EXERCISE INSTRUCTIONS —
Repeat only the lines running from the beginning of the material through the line that contains "The height and width of the screenshot is (519, 922).".

DATASET RECORDS —
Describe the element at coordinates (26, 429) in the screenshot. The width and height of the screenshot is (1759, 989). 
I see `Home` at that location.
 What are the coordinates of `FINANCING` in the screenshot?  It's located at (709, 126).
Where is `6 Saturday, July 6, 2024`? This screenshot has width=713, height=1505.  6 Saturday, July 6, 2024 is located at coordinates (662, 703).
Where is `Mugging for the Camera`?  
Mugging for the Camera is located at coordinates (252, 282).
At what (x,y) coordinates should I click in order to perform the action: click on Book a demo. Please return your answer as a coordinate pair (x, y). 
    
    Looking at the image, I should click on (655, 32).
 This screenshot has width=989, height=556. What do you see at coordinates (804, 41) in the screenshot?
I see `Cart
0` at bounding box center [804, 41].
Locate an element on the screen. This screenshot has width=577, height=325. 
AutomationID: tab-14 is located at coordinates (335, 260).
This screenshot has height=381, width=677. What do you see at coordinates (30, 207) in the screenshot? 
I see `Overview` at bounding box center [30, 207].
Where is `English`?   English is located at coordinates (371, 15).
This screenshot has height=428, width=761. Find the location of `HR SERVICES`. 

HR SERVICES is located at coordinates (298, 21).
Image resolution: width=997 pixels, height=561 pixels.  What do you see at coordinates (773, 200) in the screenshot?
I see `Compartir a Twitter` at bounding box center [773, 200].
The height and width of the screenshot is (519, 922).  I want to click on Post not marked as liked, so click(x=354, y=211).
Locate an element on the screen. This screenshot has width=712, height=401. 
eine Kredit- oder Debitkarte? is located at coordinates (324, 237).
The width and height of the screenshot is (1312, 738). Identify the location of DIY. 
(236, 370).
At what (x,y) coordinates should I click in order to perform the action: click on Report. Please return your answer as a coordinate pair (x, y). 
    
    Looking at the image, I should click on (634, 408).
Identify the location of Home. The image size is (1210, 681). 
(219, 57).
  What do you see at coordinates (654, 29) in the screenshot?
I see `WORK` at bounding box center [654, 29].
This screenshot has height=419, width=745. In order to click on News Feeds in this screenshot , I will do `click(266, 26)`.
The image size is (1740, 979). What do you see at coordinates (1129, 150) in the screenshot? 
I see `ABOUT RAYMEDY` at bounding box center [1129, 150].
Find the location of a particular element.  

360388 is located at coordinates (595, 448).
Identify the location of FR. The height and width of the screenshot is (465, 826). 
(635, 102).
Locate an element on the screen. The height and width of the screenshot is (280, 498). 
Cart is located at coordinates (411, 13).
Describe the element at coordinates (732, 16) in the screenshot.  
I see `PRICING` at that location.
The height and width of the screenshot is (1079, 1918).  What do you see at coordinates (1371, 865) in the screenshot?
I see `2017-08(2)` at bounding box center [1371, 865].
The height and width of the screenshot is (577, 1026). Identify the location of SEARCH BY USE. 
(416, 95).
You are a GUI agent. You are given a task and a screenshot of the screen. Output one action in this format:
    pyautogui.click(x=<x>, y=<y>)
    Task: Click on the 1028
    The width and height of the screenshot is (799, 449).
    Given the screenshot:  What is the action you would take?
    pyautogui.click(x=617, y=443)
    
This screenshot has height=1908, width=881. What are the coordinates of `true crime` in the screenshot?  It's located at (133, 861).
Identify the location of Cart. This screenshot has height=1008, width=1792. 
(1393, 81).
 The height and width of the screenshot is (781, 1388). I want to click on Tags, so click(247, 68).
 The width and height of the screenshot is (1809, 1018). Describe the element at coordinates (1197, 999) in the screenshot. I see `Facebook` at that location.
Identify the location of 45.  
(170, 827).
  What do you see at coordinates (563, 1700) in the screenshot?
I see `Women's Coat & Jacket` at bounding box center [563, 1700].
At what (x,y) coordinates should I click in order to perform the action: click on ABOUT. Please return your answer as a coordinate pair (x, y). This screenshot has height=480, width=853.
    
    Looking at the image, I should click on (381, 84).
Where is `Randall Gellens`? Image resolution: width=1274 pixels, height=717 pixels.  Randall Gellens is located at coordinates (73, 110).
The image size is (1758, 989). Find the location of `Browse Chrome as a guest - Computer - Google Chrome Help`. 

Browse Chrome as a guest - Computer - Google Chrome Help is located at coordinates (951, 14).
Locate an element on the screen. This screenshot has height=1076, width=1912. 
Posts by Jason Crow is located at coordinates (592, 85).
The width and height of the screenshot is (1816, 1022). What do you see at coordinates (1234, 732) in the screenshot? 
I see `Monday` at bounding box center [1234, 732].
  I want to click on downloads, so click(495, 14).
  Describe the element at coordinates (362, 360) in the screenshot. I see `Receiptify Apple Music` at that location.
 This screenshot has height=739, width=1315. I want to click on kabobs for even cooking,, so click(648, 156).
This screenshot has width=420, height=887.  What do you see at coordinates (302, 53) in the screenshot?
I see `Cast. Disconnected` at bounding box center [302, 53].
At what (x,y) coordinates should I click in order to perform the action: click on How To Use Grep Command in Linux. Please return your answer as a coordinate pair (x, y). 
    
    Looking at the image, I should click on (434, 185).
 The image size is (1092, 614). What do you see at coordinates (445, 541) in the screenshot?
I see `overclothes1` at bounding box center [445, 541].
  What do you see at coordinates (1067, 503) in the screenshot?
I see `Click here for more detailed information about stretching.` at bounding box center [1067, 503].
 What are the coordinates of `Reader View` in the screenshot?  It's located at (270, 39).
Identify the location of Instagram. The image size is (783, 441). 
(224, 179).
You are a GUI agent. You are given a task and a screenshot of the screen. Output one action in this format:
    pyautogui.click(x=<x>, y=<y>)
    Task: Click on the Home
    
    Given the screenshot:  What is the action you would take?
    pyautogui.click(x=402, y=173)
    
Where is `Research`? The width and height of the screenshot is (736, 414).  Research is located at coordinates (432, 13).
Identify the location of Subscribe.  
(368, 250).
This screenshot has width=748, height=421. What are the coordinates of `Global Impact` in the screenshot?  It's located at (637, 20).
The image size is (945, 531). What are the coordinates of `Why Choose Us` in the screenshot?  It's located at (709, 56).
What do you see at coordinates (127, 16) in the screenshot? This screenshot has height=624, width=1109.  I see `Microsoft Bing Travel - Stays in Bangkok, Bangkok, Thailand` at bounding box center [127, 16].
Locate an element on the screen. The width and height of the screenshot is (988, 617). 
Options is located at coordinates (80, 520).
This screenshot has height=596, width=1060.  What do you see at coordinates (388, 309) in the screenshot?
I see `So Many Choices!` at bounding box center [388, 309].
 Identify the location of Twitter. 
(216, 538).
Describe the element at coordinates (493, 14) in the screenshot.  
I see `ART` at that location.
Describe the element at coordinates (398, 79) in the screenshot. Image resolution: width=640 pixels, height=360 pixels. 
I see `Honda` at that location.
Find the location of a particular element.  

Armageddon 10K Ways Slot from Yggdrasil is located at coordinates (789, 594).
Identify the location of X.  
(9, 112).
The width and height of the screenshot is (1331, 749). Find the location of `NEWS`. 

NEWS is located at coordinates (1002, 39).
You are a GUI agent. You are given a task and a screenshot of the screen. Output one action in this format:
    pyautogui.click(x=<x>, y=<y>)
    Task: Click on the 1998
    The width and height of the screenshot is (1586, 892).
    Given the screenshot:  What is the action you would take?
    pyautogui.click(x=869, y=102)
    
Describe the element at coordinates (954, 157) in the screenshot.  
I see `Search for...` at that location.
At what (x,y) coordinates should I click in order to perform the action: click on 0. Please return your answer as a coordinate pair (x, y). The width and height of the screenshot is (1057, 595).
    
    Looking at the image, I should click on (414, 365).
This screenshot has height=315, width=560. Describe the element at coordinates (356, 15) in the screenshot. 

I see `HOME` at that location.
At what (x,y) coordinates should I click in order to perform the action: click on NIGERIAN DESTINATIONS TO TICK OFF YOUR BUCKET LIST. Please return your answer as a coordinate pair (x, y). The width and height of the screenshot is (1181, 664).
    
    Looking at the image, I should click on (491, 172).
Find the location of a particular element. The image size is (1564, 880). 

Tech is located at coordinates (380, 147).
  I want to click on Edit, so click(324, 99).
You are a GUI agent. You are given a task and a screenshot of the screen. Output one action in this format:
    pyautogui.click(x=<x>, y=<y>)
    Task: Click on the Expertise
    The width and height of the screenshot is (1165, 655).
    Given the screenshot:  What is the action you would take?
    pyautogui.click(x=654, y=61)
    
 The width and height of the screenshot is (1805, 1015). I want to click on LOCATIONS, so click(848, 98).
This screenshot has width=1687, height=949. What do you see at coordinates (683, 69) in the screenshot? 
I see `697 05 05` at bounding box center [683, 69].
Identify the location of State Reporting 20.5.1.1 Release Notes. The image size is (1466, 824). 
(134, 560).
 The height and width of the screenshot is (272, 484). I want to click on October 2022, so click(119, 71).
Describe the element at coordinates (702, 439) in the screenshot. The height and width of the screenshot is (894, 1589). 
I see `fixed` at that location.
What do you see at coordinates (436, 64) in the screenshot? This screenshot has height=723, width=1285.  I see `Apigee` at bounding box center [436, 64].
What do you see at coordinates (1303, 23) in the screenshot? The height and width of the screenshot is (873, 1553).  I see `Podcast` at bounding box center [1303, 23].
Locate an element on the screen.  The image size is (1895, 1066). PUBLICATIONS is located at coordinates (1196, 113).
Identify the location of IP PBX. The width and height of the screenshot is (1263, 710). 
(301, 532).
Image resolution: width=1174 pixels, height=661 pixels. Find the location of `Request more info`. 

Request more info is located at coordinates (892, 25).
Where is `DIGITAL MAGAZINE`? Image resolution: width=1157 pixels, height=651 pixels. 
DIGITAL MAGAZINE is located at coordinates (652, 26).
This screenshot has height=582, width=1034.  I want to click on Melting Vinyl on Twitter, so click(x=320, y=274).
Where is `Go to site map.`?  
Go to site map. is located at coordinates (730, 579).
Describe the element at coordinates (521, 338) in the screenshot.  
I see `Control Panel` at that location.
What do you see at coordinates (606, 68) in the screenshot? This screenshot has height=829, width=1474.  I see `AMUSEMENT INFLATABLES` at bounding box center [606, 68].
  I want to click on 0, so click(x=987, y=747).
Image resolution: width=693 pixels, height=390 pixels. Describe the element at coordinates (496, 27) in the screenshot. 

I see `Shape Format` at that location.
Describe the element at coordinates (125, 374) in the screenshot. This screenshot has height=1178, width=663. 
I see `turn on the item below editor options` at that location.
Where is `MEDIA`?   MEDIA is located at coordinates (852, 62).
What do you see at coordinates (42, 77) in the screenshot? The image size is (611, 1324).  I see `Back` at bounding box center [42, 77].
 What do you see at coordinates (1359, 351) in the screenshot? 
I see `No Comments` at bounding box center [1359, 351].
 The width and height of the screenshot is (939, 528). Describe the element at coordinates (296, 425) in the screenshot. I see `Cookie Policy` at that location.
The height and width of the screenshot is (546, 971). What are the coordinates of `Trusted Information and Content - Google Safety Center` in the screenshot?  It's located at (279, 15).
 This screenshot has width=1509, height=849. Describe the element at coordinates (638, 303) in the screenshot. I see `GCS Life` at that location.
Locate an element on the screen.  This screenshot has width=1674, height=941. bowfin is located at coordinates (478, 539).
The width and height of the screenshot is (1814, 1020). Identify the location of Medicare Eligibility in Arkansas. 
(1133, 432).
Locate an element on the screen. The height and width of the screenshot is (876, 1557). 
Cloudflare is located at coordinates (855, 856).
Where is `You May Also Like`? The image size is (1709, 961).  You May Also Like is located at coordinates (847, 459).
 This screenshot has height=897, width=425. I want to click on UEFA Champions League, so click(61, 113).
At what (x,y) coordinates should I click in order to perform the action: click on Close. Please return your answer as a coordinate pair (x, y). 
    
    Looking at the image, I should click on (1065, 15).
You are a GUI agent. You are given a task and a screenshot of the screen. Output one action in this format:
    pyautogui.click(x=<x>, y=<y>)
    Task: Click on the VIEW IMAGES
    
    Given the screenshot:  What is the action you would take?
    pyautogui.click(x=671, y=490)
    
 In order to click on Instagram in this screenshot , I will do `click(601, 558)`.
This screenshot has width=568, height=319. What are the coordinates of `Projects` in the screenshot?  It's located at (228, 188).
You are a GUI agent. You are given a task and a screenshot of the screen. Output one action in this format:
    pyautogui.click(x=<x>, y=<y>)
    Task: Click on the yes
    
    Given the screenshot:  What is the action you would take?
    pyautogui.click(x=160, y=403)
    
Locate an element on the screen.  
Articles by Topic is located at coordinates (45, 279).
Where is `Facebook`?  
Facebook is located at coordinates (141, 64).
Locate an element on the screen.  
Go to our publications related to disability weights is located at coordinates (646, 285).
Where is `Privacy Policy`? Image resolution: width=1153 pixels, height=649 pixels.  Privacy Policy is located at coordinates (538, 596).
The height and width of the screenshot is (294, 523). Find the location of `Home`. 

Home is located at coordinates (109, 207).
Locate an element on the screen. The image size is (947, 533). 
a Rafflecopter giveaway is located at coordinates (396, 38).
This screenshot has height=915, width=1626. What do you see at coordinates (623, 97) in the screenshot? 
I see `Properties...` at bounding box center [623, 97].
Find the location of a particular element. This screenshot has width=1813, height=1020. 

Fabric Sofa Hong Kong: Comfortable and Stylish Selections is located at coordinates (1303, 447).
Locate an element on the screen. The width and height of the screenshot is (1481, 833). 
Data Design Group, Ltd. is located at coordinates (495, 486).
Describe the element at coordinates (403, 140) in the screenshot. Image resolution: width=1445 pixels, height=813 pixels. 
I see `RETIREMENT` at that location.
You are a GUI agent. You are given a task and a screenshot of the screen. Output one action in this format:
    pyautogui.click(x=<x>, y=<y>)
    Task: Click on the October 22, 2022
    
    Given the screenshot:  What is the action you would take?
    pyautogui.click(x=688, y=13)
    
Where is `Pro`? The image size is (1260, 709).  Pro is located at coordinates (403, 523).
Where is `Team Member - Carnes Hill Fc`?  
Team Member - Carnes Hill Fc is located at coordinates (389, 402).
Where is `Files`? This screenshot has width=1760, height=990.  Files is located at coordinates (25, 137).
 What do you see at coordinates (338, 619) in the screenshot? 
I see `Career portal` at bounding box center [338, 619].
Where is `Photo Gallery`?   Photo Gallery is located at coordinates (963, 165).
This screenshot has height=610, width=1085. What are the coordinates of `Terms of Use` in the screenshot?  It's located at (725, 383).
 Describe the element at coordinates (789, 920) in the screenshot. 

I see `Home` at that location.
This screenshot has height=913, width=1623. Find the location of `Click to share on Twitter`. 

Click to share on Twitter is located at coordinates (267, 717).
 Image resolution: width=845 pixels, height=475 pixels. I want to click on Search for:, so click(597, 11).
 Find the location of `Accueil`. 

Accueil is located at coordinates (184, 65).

WRITTEN RESPONSE —
Describe the element at coordinates (26, 429) in the screenshot. The width and height of the screenshot is (1759, 989). 
I see `Home` at that location.
 What are the coordinates of `FINANCING` in the screenshot?  It's located at (709, 126).
Where is `6 Saturday, July 6, 2024`? This screenshot has width=713, height=1505.  6 Saturday, July 6, 2024 is located at coordinates (662, 703).
Where is `Mugging for the Camera`?  
Mugging for the Camera is located at coordinates (252, 282).
At what (x,y) coordinates should I click in order to perform the action: click on Book a demo. Please return your answer as a coordinate pair (x, y). 
    
    Looking at the image, I should click on (655, 32).
 This screenshot has width=989, height=556. What do you see at coordinates (804, 41) in the screenshot?
I see `Cart
0` at bounding box center [804, 41].
Locate an element on the screen. This screenshot has width=577, height=325. 
AutomationID: tab-14 is located at coordinates (335, 260).
This screenshot has height=381, width=677. What do you see at coordinates (30, 207) in the screenshot? 
I see `Overview` at bounding box center [30, 207].
Where is `English`?   English is located at coordinates (371, 15).
This screenshot has height=428, width=761. Find the location of `HR SERVICES`. 

HR SERVICES is located at coordinates (298, 21).
Image resolution: width=997 pixels, height=561 pixels.  What do you see at coordinates (773, 200) in the screenshot?
I see `Compartir a Twitter` at bounding box center [773, 200].
The height and width of the screenshot is (519, 922).  I want to click on Post not marked as liked, so click(x=354, y=211).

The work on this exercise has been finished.